Squarepusher: Tuesday, July 31

Tom Jenkinson rediscovers his roots while reinventing the light show.

SQUAREPUSHER

[A/V CLUB] Having some sort of visual accompaniment—usually films playing behind the musicians or an elaborate light show—is the norm for electronic musicians. Deadmau5 has the colorful mouse masks; DJ Shadow has a large white globe he performs inside of while videos are projected onto and around it. 

But one of the few artists to attempt to connect the audio and visual to the point the music affects what the audience is seeing is Tom Jenkinson, the polymath who records and performs as Squarepusher. 

The 37-year-old musician's live setup finds him standing in front of a large panel of LED lights while wearing a mask that also has LED lights embedded in it. Using self-programmed software, the images or patterns that come to life on and around Jenkinson depend on what he plays on his keyboards and which knobs he twists on his sequencers. 

"The visuals are being produced in real time onstage," Jenkinson says, speaking on the phone from Montreal prior to the start of his current tour. "There's a degree to which it's never the same each time you do it. So there is a potential for glitches, but I’ve tried to make a virtue of that.” 

Considering the often-mangled tone of Squarepusher's music, those visual patterns could get downright dizzying. Jenkinson started his career in the early '90s, carving off jagged slices of drum 'n' bass and acid house (often augmented by his virtuosic bass playing).

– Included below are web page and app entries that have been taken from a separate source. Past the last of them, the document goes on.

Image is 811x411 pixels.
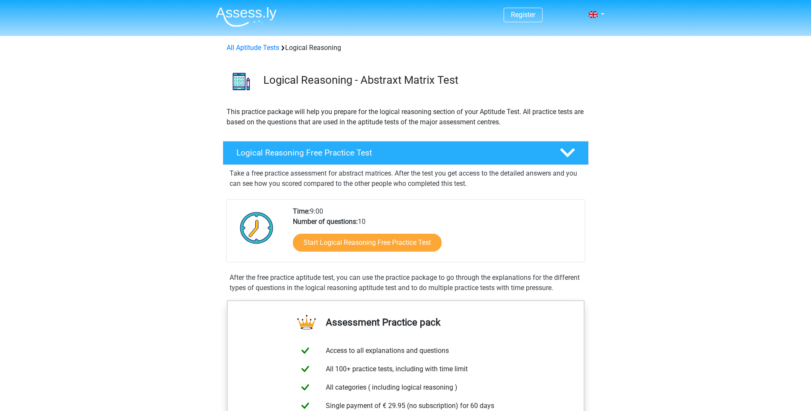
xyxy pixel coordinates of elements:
h3: Logical Reasoning - Abstraxt Matrix Test [263,74,582,87]
b: Number of questions: [293,218,358,226]
a: Register [511,11,535,19]
div: Logical Reasoning [223,43,588,53]
b: Time: [293,207,310,216]
p: Take a free practice assessment for abstract matrices. After the test you get access to the detai... [230,169,582,189]
a: Logical Reasoning Free Practice Test [219,141,592,165]
div: After the free practice aptitude test, you can use the practice package to go through the explana... [226,273,585,293]
a: Start Logical Reasoning Free Practice Test [293,234,442,252]
img: Clock [235,207,278,249]
a: All Aptitude Tests [227,44,279,52]
img: Assessly [216,7,277,27]
div: 9:00 10 [287,207,585,262]
h4: Logical Reasoning Free Practice Test [237,148,546,158]
p: This practice package will help you prepare for the logical reasoning section of your Aptitude Te... [227,107,585,127]
img: logical reasoning [223,63,260,100]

Unlike most of his peers, Jenkinson refused to sit still, trying his hand at electro played on live instruments, and letting the influence of jazz and modern classical music creep into his recordings with delirious results. Squarepusher was even ballsy enough to release a full album of solo bass instrumentals. 

Squarepusher's most recent album, Ufabulum (released this May on Warp), finds him returning to the speedy beats and high-pitched squeals of melodic drum 'n' bass. But it's a more mature approach to the genre, allowing one moments to catch one's breath, with lighter melodies and ambient-style soundscapes as in the entirely beat-free "Red in Blue."

As an album, Ufabulum coheres more easily than some earlier Squarepusher efforts. The songs feel tonally connected and uniform even when they spin off in different directions. "I was hearing a sonic identity before beginning the project," Jenkinson says. "And I was working on the visual material at the same time as the sonic material. There was a vision of what I wanted to see alongside what I wanted to hear."

With both elements now in place, Jenkinson can have fun with it all, deconstructing older as well as more recent material in real time, and reconnecting the pieces into a massive feast for the senses. "I'm generally trying to work with as much instinct as possible," he says. "Once it becomes too intellectualized and too much speculation comes in over what I could be doing rather than what I should be doing, you're taking a lot of energy away from that instinct. I feel like this is the way that suits me."

SEE IT: Squarepusher plays Wonder Ballroom, 128 NE Russell St., on Tuesday, July 31. 9 pm. $30 advance, $35 day of show. 21+.